What we (Johan, I and some more guys over at Topicus) are worried about is that it usually is really not acceptable to show an error message (stale data) when the user works with the back button. It sure is in the eyes of us techs, but it isn't in the eyes of the average user we have to cope with.

Also, this is a new problem for us. We have been working with frameworks like Struts, Maverick, Cocoon and even plain servlets/ jsp etc for years, and as with these you are used to take care that you can build up state from everything that comes in with the request, you never had issues like these. Now, imagine us displaying the new webapps we're working on... the very first thing one of our collegues did - just by accident - is pushing the back button somewhere where it shouldn't have been pushed (because he added an item to a list, and wanted to see the details of another item again)... Wham! Stale data page! So we start explaining them that this is our price of progress. Well, you understand this collegue did not really agree this was progress, especially because we never had this kind of things happening in other applications.

All, and I say ALL other frameworks deal with this issue. I don't know about Tapestry, but I understand that as it was a source of inspiration for Wicket, Tapestry does mark pages stale. I also understood that Tapestry manages state in a very different way, so I don't know whether it has the same issues as we have.
But JSF and .NET work alike in that they provide client saving state (which sometimes give our .NET devs pages of 1MB if they don't watch out). This is optional too, but if you use server side state, you run into problems with those frameworks as well. But they solve it if you want it. And Echo simply puts your webapp in frames and effectively disables the backbutton! So, this is definitively not to say that they do it better than we do, but I want to stress that the back button issue is an important issue.


If we're never going to clone/ copy/ create undo actions, I just can't see how we can solve this at all, except for removing replace and removeAll (yes I really think they are the same in what problems they represent) and thus forcing users to develop in a page based manner. This might be the ultimate solution, but it would also reduce the ability to write reusable components greatly.

I understand, and share, the gut feeling you have against any form of cloning in Wicket. Therefore, I think we should really agree all on this before we put it in any version at all. But, and I have made this an issue a couple of times before, SUPPORTING THE BACKBUTTON IS REALLY IMPORTANT.

What we came up with is probably not the perfect solution as it was our first cut at it (though we had offline discussions about it for months). But please take it as a starting point for working to a real solution instead of just postponing it.

Eelco

this is a fundamental problem with browsers and back buttons that isn't going away and wicket solves this problem. as i mentioned in an earlier email to someone else, we can do a better job of marking pages stale (right now we're marking more pages stale than need to be), but the pages really /are/ stale because the markup no longer matches the model that the markup wants to edit.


WHAT TO WORK ON
Exactly as written, output each of the lines below, with no images.

Records from a data source:
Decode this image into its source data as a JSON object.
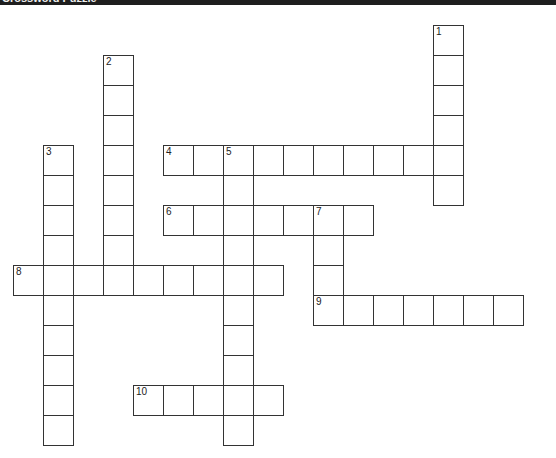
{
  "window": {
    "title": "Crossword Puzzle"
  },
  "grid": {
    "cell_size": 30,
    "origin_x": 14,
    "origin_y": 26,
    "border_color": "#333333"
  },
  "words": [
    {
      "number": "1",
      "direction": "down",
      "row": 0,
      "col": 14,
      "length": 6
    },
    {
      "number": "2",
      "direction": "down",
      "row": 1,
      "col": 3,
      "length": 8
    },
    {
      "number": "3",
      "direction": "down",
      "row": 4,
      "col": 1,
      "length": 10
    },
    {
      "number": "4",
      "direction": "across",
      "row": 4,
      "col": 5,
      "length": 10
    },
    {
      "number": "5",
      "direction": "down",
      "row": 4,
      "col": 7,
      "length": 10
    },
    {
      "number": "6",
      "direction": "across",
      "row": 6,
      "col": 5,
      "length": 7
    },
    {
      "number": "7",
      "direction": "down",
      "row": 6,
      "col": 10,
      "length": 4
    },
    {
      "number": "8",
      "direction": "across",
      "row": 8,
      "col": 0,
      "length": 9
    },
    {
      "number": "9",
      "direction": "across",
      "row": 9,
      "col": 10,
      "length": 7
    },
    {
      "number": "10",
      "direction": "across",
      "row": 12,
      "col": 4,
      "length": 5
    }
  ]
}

TASK ANSWER
Decode this image into its source data as a JSON object.
{
  "window": {
    "title": "Crossword Puzzle"
  },
  "grid": {
    "cell_size": 30,
    "origin_x": 14,
    "origin_y": 26,
    "border_color": "#333333"
  },
  "words": [
    {
      "number": "1",
      "direction": "down",
      "row": 0,
      "col": 14,
      "length": 6
    },
    {
      "number": "2",
      "direction": "down",
      "row": 1,
      "col": 3,
      "length": 8
    },
    {
      "number": "3",
      "direction": "down",
      "row": 4,
      "col": 1,
      "length": 10
    },
    {
      "number": "4",
      "direction": "across",
      "row": 4,
      "col": 5,
      "length": 10
    },
    {
      "number": "5",
      "direction": "down",
      "row": 4,
      "col": 7,
      "length": 10
    },
    {
      "number": "6",
      "direction": "across",
      "row": 6,
      "col": 5,
      "length": 7
    },
    {
      "number": "7",
      "direction": "down",
      "row": 6,
      "col": 10,
      "length": 4
    },
    {
      "number": "8",
      "direction": "across",
      "row": 8,
      "col": 0,
      "length": 9
    },
    {
      "number": "9",
      "direction": "across",
      "row": 9,
      "col": 10,
      "length": 7
    },
    {
      "number": "10",
      "direction": "across",
      "row": 12,
      "col": 4,
      "length": 5
    }
  ]
}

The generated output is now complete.